The Joint Direct Attack Munition gets a lot of attention for its ability to strike within 30 feet of a target, no matter what the weather is like. But with all that attention, other bombs get short shrift it seems. Take, for instance, the cluster bomb.
The German SD2 bore a resemblance to a butterfly, getting the nickname “Butterfly bomb.”
(U.S. Army)
JDAMs can’t do everything
The truth is that cluster bombs can do things that JDAMs simply can’t. In fact, the bombs are so useful that, this past December, Secretary of Defense James Mattis decided to reverse the Obama Administration’s plan to ditch these valuable weapons. Despite recent controversy and efforts to ban their use, systems like these have been around for decades.

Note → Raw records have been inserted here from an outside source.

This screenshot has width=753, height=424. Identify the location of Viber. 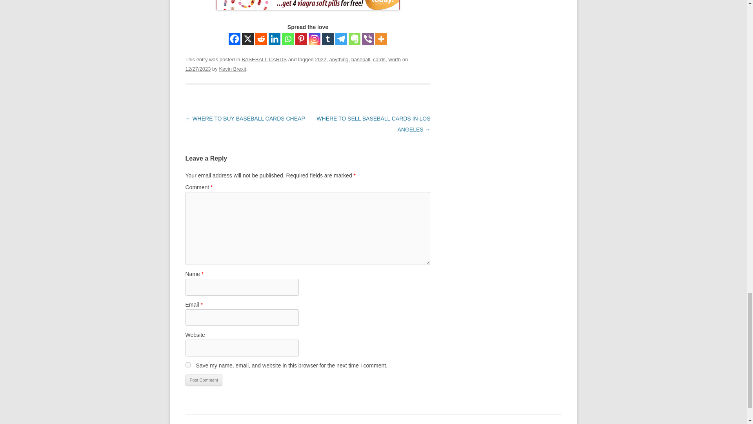
(368, 39).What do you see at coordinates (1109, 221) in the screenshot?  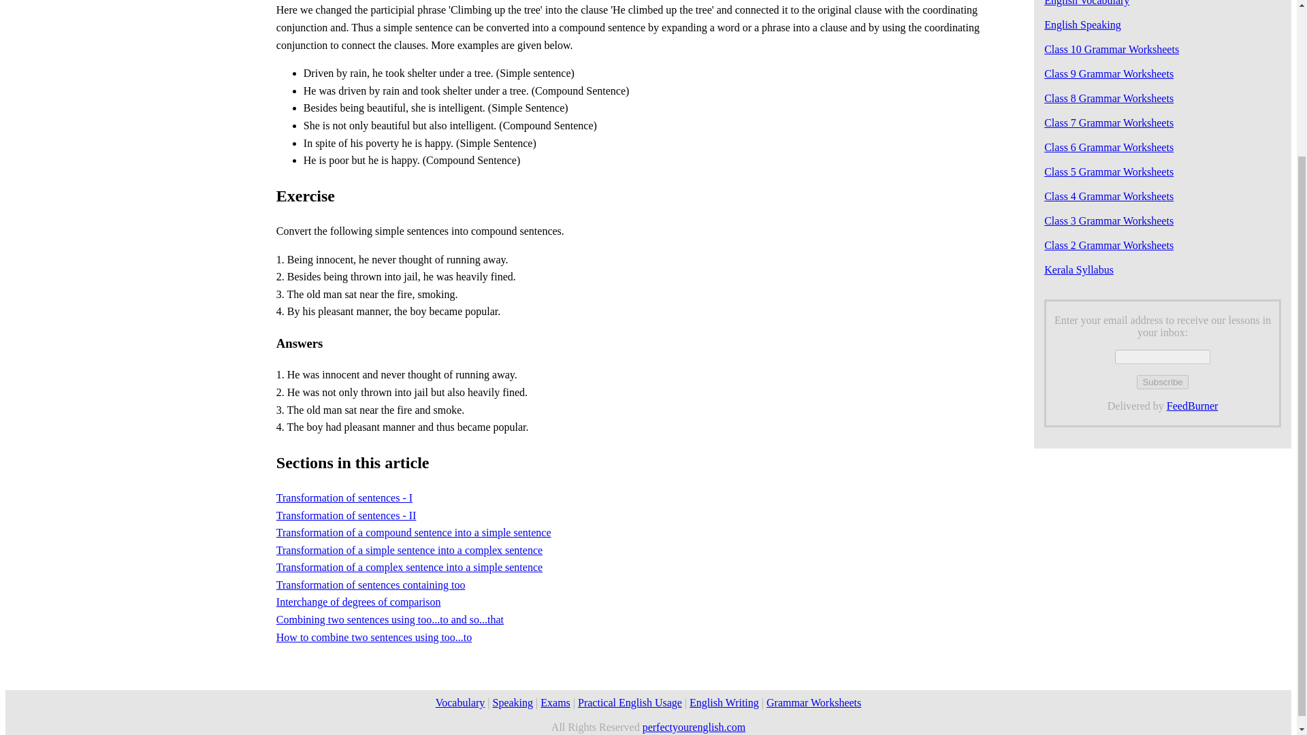 I see `Class 3 Grammar Worksheets` at bounding box center [1109, 221].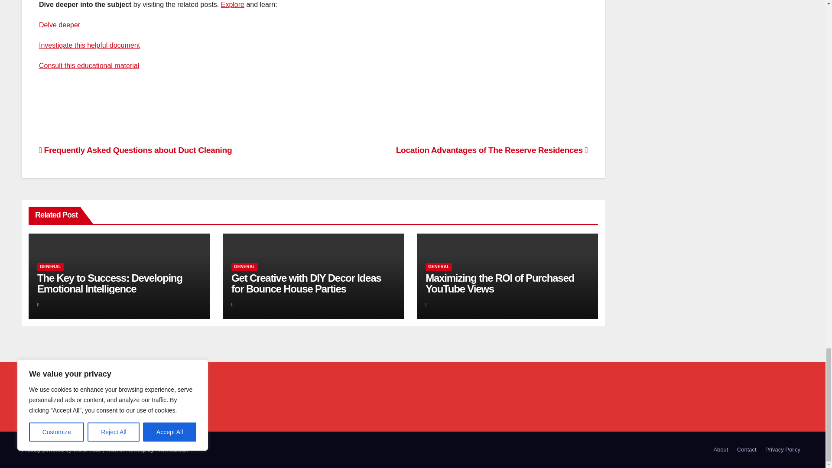  I want to click on About, so click(720, 450). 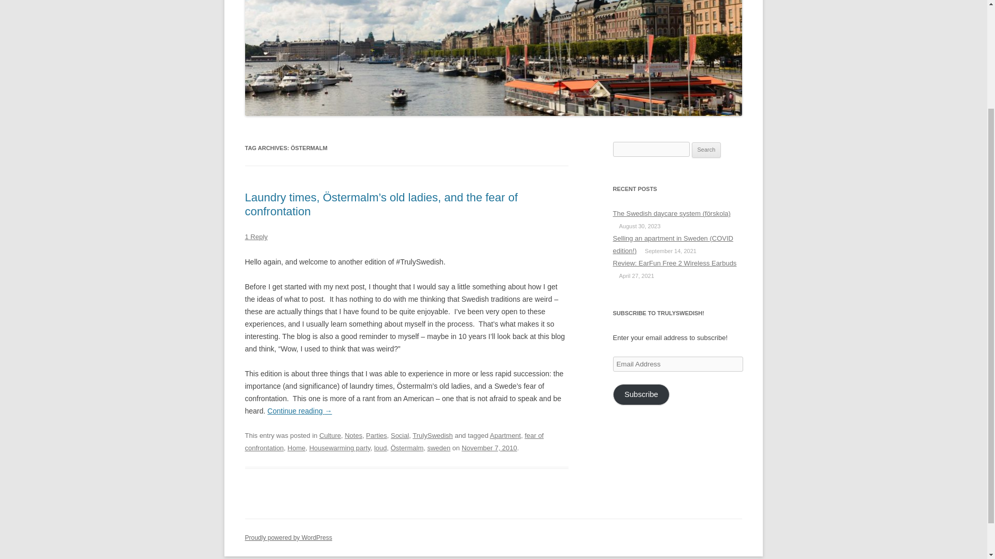 I want to click on Home, so click(x=296, y=448).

The CBU-103 is a modern cluster bomb, able to hit within 85 feet of its aimpoint with 202 BLU-97 submunitions from 10 miles away.
(U.S. Air Force)
Germany’s lethal “butterflies”
Cluster bombs first saw widespread use by both sides in World War II. The Germans used a version called the “Butterfly bomb,” also known as the SD2, which carried a number of “bomblets,” or four-and-a-half-pound submunitions. One attack in 1943 on British cities used over 3,000 of these bombs — some were set to go off immediately, others had a delayed detonation.
The system proved effective, so the United States made copies of that bomb: the M28 (100lbs) and the M29 (500lbs). The Americans added a proximity fuse to some of the bomblets, making them even more devastating to troops caught in the open.
Modern cluster bombs are more lethal
Today, modern cluster bombs, like the CBU-97, make attack planes like the F-15E Strike Eagle or strategic bombers like the B-1B Lancer capable of wiping out dozens of tanks in a single pass. Other cluster bombs opt to replace the boom with the ability to knock out a country’s electrical grid.